I complained to Freds about this in no uncertain terms. “Damn it, I thought he was ordering chang!”
Tibetan tea, you see, is not your ordinary Lipton’s. To make it they start with a black liquid that is not made from tea leaves at all but from some kind of root, and it is so bitter you could use it for suturing. They pour a lot of salt into this brew, and stir it up, and then they dose it liberally with rancid yak butter, which melts and floats to the top.

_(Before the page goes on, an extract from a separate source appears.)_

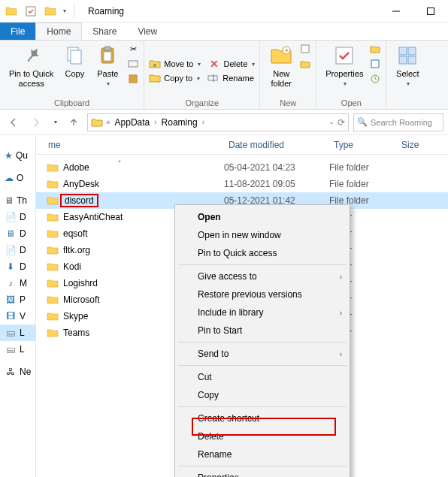 This screenshot has width=448, height=477. What do you see at coordinates (108, 122) in the screenshot?
I see `chevron-right-icon: «` at bounding box center [108, 122].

It tastes worse than it sounds. I have developed a strategy for dealing with the stuff whenever I am offered a cup; I look out the nearest window, and water the plants with it. As long as I don’t do it too fast and get poured a second cup, I’m fine. But here I couldn’t do that, because twenty-odd pairs of laughing eyes were staring at us.

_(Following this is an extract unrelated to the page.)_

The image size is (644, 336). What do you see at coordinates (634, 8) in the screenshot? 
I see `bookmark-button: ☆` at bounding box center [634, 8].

Kunga Norbu was hunched over the table, slurping from his cup and going “ooh,” and “ahh,” and saying complimentary things to the stove keepers. They nodded and looked closely at Freds and me, big grins on their faces.

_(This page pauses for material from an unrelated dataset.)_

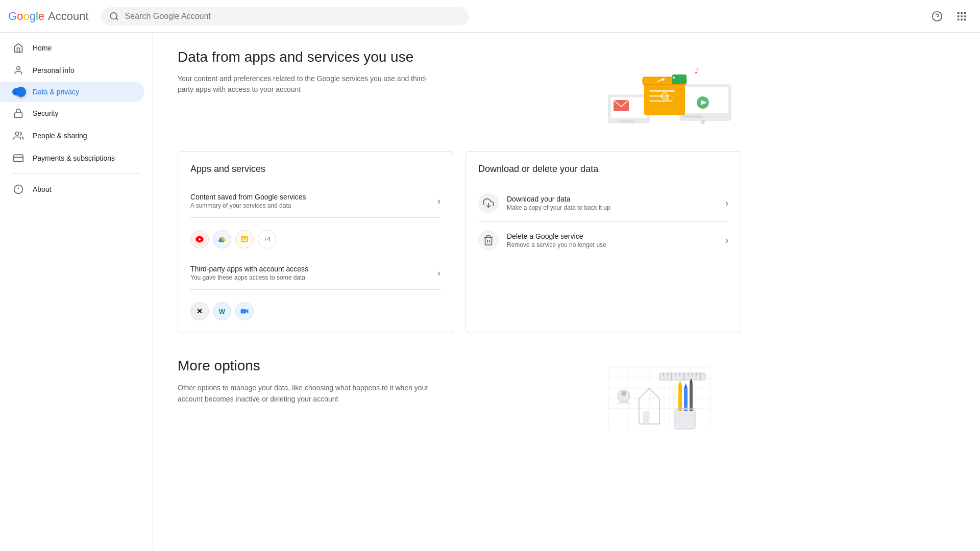 This screenshot has height=551, width=980. I want to click on cloud-download-icon, so click(488, 203).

Freds grabbed his cup and took a big gulp of the tea. He smacked his lips like a wine taster. “Right on,” he said, and drained the cup down. He held it up to our host. “More?” he said, pointing into the cup.
The porters howled. Our host refilled Freds’s cup and he slurped it down again, smacking his lips after every swallow. I slipped some iodine solution into mine from a dropper I keep on me, and stirred it around and held my nose to get down a sip, and they thought that was funny too.
So we were in tight with the teahouse crowd, and when I asked for chang they brought over a whole bucket of it. We poured it into the little chipped teahouse glasses and went to work on it.
“So what are you and Kunga Norbu up to?” I asked him.
“Well,” he said, and a funny expression crossed his face. “That’s kind of a long story, actually.”
“So tell it to me.”
He looked uncertain. “It’s too long to tell tonight.”